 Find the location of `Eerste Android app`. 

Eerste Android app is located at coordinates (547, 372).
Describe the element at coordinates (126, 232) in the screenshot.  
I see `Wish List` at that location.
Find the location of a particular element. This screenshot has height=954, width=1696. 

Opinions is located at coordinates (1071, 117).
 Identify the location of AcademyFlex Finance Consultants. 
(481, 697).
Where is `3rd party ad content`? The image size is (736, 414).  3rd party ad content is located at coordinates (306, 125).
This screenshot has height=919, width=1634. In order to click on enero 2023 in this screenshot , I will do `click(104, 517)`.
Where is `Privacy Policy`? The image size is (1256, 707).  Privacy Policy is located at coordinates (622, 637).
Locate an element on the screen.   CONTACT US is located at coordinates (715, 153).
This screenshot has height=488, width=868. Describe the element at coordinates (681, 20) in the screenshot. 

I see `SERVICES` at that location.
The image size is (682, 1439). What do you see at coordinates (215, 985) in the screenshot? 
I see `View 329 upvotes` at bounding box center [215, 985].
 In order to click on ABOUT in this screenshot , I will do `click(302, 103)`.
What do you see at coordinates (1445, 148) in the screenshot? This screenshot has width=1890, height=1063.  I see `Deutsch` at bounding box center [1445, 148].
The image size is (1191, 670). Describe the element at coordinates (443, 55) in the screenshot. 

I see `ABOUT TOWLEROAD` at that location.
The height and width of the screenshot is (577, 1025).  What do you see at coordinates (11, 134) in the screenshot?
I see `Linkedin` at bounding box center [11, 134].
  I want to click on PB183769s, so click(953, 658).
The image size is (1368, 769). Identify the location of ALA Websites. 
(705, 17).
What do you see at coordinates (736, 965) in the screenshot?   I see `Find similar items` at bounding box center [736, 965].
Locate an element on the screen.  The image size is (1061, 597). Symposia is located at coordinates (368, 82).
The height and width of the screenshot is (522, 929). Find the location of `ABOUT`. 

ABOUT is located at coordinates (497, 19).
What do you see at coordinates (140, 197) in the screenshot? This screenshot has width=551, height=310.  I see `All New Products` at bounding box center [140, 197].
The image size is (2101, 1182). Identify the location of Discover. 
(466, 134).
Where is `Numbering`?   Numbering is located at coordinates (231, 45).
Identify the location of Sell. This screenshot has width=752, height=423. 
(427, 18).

- What the task requires
Without altering a single word, write out the whole listing.

- Expected output
 Find the location of `Eerste Android app`. 

Eerste Android app is located at coordinates (547, 372).
Describe the element at coordinates (126, 232) in the screenshot.  
I see `Wish List` at that location.
Find the location of a particular element. This screenshot has height=954, width=1696. 

Opinions is located at coordinates (1071, 117).
 Identify the location of AcademyFlex Finance Consultants. 
(481, 697).
Where is `3rd party ad content`? The image size is (736, 414).  3rd party ad content is located at coordinates (306, 125).
This screenshot has height=919, width=1634. In order to click on enero 2023 in this screenshot , I will do `click(104, 517)`.
Where is `Privacy Policy`? The image size is (1256, 707).  Privacy Policy is located at coordinates (622, 637).
Locate an element on the screen.   CONTACT US is located at coordinates (715, 153).
This screenshot has height=488, width=868. Describe the element at coordinates (681, 20) in the screenshot. 

I see `SERVICES` at that location.
The image size is (682, 1439). What do you see at coordinates (215, 985) in the screenshot? 
I see `View 329 upvotes` at bounding box center [215, 985].
 In order to click on ABOUT in this screenshot , I will do `click(302, 103)`.
What do you see at coordinates (1445, 148) in the screenshot? This screenshot has width=1890, height=1063.  I see `Deutsch` at bounding box center [1445, 148].
The image size is (1191, 670). Describe the element at coordinates (443, 55) in the screenshot. 

I see `ABOUT TOWLEROAD` at that location.
The height and width of the screenshot is (577, 1025).  What do you see at coordinates (11, 134) in the screenshot?
I see `Linkedin` at bounding box center [11, 134].
  I want to click on PB183769s, so click(953, 658).
The image size is (1368, 769). Identify the location of ALA Websites. 
(705, 17).
What do you see at coordinates (736, 965) in the screenshot?   I see `Find similar items` at bounding box center [736, 965].
Locate an element on the screen.  The image size is (1061, 597). Symposia is located at coordinates (368, 82).
The height and width of the screenshot is (522, 929). Find the location of `ABOUT`. 

ABOUT is located at coordinates (497, 19).
What do you see at coordinates (140, 197) in the screenshot? This screenshot has width=551, height=310.  I see `All New Products` at bounding box center [140, 197].
The image size is (2101, 1182). Identify the location of Discover. 
(466, 134).
Where is `Numbering`?   Numbering is located at coordinates (231, 45).
Identify the location of Sell. This screenshot has width=752, height=423. 
(427, 18).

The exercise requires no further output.